VO2 max is the maximum volume of oxygen your body can consume and use per minute during all-out exercise. It is measured in milliliters of oxygen per kilogram of bodyweight per minute (mL/kg/min) and is the single best lab marker of cardiorespiratory fitness.
The full picture
Oxygen is the limiting reagent for aerobic energy production. The more your heart can pump, the more oxygen your blood can carry, and the more your muscles can extract, the higher your VO2 max. Three systems set the ceiling. Cardiac output (heart stroke volume × rate), oxygen-carrying capacity (hemoglobin and blood volume), and peripheral oxygen extraction (mitochondrial density and capillary supply in trained muscles).
Typical ranges in mL/kg/min. Sedentary adult male age 30: 35 to 40. Active male age 30: 45 to 50. Highly trained male age 30: 55 to 65. Elite male endurance athlete: 70 to 90. Women run 5 to 10 percent lower at matched training status, mostly because of smaller heart size and lower hemoglobin.
VO2 max is heavily trainable. Untrained adults gain 15 to 25 percent in 6 to 12 months of proper cardiovascular training. Then genetics increasingly cap the ceiling. The HERITAGE Family Study estimated that 47 percent of VO2 max trainability variance is heritable. Elite endurance athletes are partly built and partly born.
VO2 max also drops with age, roughly 10 percent per decade after 30 in untrained adults. Lifelong endurance athletes hold VO2 max far better, losing closer to 5 percent per decade.
How it is measured
Lab gold standard. Graded exercise test on treadmill or bike with a face mask measuring inhaled and exhaled gases. Exercise intensity ramps until VO2 plateaus despite continuing workload. Field estimates. Cooper 12-minute run: VO2 max = (distance in meters − 504.9) / 44.73. Bruce protocol treadmill test uses time to exhaustion. Queens College step test uses heart rate after 3 minutes of stepping at a set cadence. Apple Watch and Garmin estimate VO2 max from heart rate at submaximal effort.
Common misconceptions
- A high VO2 max does not guarantee a fast marathon. Race performance also depends on lactate threshold and movement economy. Two athletes with identical VO2 max can finish 20 minutes apart over 26.2 miles.
- Strength training does not raise VO2 max meaningfully. The aerobic adaptations come from sustained cardiovascular work.
- Wearable VO2 max is an estimate, not a measurement. Real lab tests can differ by 5 to 15 mL/kg/min from what a watch displays.
Citations
- Cooper KH. (1968). A means of assessing maximal oxygen intake. JAMA, 203(3), 201-204.
- American College of Sports Medicine. (2017). ACSM's Guidelines for Exercise Testing and Prescription, 10th ed. Wolters Kluwer.
- Bouchard C et al. (1999). Familial aggregation of VO2max response to exercise training: results from the HERITAGE Family Study. J Appl Physiol, 87(3), 1003-1008.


About this task -
Count all lines holding "nvia" in the data below and say the number, nothing more.

Supplied information -

________________________

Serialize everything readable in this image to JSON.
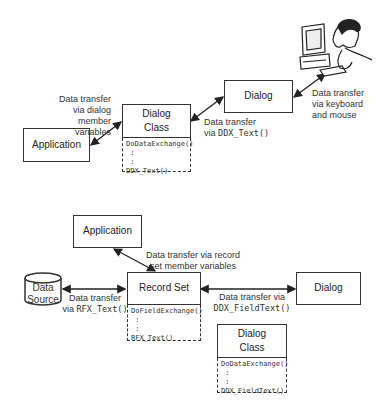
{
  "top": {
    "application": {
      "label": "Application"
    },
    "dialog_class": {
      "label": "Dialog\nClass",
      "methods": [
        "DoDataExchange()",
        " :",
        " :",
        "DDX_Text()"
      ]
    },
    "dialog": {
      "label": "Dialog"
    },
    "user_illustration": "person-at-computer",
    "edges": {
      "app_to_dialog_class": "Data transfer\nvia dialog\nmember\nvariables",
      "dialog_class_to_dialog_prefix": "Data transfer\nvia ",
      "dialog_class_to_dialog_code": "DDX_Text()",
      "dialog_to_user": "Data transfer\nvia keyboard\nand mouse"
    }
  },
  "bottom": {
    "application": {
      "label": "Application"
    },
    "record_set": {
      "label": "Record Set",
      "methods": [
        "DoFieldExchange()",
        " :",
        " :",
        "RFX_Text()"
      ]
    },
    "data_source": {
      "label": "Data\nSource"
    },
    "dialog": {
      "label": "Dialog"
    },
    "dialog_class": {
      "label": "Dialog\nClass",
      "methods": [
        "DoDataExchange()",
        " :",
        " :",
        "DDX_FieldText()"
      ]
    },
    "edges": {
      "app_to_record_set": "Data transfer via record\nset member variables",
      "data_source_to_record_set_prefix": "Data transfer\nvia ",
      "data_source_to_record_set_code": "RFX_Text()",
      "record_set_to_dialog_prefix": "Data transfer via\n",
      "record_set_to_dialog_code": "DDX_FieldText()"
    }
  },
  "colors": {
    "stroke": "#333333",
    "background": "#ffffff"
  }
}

________________________

Exercise answer -
4